IDEAS home Printed from https://ideas.repec.org/a/eee/eneeco/v137y2024ics0140988324004845.html
   My bibliography  Save this article

Interaction effects of market-based and incentive-driven low-carbon policies on carbon emissions

Author

Listed:
  • Jia, Zhijie
  • Wen, Shiyan

Abstract

It is imperative to address global climate change through the formulation and implementation of low-carbon policies. While existing research predominantly analyzes individual policy impacts, this research adopts a Propensity Score Matching (PSM)-weighted Difference-in-Differences (DID) strategy, integrated with an innovative policy-matching methodology, to systematically examine the interaction effects between market-based constraint low-carbon policies and incentive-driven guiding low-carbon policies. The empirical findings underscore substantial positive interaction effects resulting from the combined implementation of these policy types. Even after meticulous control for the individual policies, the amalgamation yields a notable additional emission reduction effect of 0.0571%. This effect further intensifies, reaching 0.132%, when exclusively considering the joint impact of these policies, while robustness is maintained across varied weighting schemes. Moreover, the study elucidates the pivotal role of green innovation as a complete mediator in this synergy, with industrial restructure contributing 18.49% to the overall mediation effect. Despite the ostensibly weak constraints imposed by Low-Carbon City Pilots, the confluence of policies significantly amplifies the emission reduction effects of the Emission Trading Scheme and bolsters the impetus for green innovation. Ultimately, this study not only advances collaborative perspectives on policy effect identification but also offers valuable insights into the combined efficacy of diverse low-carbon policies.

Suggested Citation

  • Jia, Zhijie & Wen, Shiyan, 2024. "Interaction effects of market-based and incentive-driven low-carbon policies on carbon emissions," Energy Economics, Elsevier, vol. 137(C).
  • Handle: RePEc:eee:eneeco:v:137:y:2024:i:c:s0140988324004845
    DOI: 10.1016/j.eneco.2024.107776
    as

    Download full text from publisher

    File URL: http://www.sciencedirect.com/science/article/pii/S0140988324004845
    Download Restriction: Full text for ScienceDirect subscribers only

    File URL: https://libkey.io/10.1016/j.eneco.2024.107776?utm_source=ideas
    LibKey link: if access is restricted and if your library uses this service, LibKey will redirect you to where you can use your library subscription to access this item
    ---><---

    As the access to this document is restricted, you may want to search for a different version of it.

    Corrections

    All material on this site has been provided by the respective publishers and authors. You can help correct errors and omissions. When requesting a correction, please mention this item's handle: RePEc:eee:eneeco:v:137:y:2024:i:c:s0140988324004845. See general information about how to correct material in RePEc.

    If you have authored this item and are not yet registered with RePEc, we encourage you to do it here. This allows to link your profile to this item. It also allows you to accept potential citations to this item that we are uncertain about.

    We have no bibliographic references for this item. You can help adding them by using this form .

    If you know of missing items citing this one, you can help us creating those links by adding the relevant references in the same way as above, for each refering item. If you are a registered author of this item, you may also want to check the "citations" tab in your RePEc Author Service profile, as there may be some citations waiting for confirmation.

    For technical questions regarding this item, or to correct its authors, title, abstract, bibliographic or download information, contact: Catherine Liu (email available below). General contact details of provider: http://www.elsevier.com/locate/eneco .

    Please note that corrections may take a couple of weeks to filter through the various RePEc services.

    IDEAS is a RePEc service. RePEc uses bibliographic data supplied by the respective publishers.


Work instruction: In the entries below, how many lines contain the string "comparisons"? Respond with the number only.

Entries taken from a collection:
-- Opening Marker --

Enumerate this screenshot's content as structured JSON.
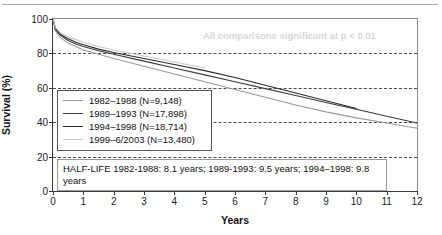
{
  "chart_data": {
    "type": "line",
    "title": "",
    "xlabel": "Years",
    "ylabel": "Survival (%)",
    "xlim": [
      0,
      12
    ],
    "ylim": [
      0,
      100
    ],
    "xticks": [
      "0",
      "1",
      "2",
      "3",
      "4",
      "5",
      "6",
      "7",
      "8",
      "9",
      "10",
      "11",
      "12"
    ],
    "yticks": [
      "0",
      "20",
      "40",
      "60",
      "80",
      "100"
    ],
    "grid": "horizontal-dashed",
    "legend_position": "left-middle",
    "annotations": [
      "All comparisons significant at p < 0.01",
      "HALF-LIFE 1982-1988: 8.1 years; 1989-1993: 9.5 years; 1994–1998: 9.8 years"
    ],
    "series": [
      {
        "name": "1982–1988 (N=9,148)",
        "color": "#9a9a9a",
        "x": [
          0,
          0.08,
          0.25,
          0.5,
          0.75,
          1,
          1.5,
          2,
          3,
          4,
          5,
          6,
          7,
          8,
          9,
          10,
          11,
          12
        ],
        "values": [
          100,
          93,
          89,
          86,
          84,
          82,
          79.5,
          77,
          72.5,
          68,
          63.5,
          59,
          54.5,
          50,
          46,
          42.5,
          39.5,
          36.5
        ]
      },
      {
        "name": "1989–1993 (N=17,898)",
        "color": "#3c3c3c",
        "x": [
          0,
          0.08,
          0.25,
          0.5,
          0.75,
          1,
          1.5,
          2,
          3,
          4,
          5,
          6,
          7,
          8,
          9,
          10,
          11,
          12
        ],
        "values": [
          100,
          94,
          90.5,
          87.5,
          85.5,
          84,
          81.5,
          79.5,
          75.5,
          71.5,
          67.5,
          63.5,
          59.5,
          55.5,
          51.5,
          47.5,
          43.5,
          39.5
        ]
      },
      {
        "name": "1994–1998 (N=18,714)",
        "color": "#2b2b2b",
        "x": [
          0,
          0.08,
          0.25,
          0.5,
          0.75,
          1,
          1.5,
          2,
          3,
          4,
          5,
          6,
          7,
          8,
          9,
          10
        ],
        "values": [
          100,
          94.5,
          91,
          88.5,
          86.5,
          85,
          82.5,
          80.5,
          77,
          73.5,
          70,
          66,
          61.5,
          57,
          52.5,
          48
        ]
      },
      {
        "name": "1999–6/2003 (N=13,480)",
        "color": "#c8c8c8",
        "x": [
          0,
          0.08,
          0.25,
          0.5,
          0.75,
          1,
          1.5,
          2,
          3,
          4,
          5
        ],
        "values": [
          100,
          95,
          92,
          89.5,
          88,
          86.5,
          84,
          82,
          78.5,
          75,
          71.5
        ]
      }
    ]
  },
  "axes": {
    "ylabel": "Survival (%)",
    "xlabel": "Years",
    "yticks": [
      "100",
      "80",
      "60",
      "40",
      "20",
      "0"
    ],
    "xticks": [
      "0",
      "1",
      "2",
      "3",
      "4",
      "5",
      "6",
      "7",
      "8",
      "9",
      "10",
      "11",
      "12"
    ]
  },
  "legend": {
    "items": [
      {
        "label": "1982–1988 (N=9,148)"
      },
      {
        "label": "1989–1993 (N=17,898)"
      },
      {
        "label": "1994–1998 (N=18,714)"
      },
      {
        "label": "1999–6/2003 (N=13,480)"
      }
    ]
  },
  "notes": {
    "significance": "All comparisons significant at p < 0.01",
    "halflife": "HALF-LIFE 1982-1988: 8.1 years; 1989-1993: 9.5 years; 1994–1998: 9.8 years"
  }
}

-- Closing Marker --

Result of the task: 2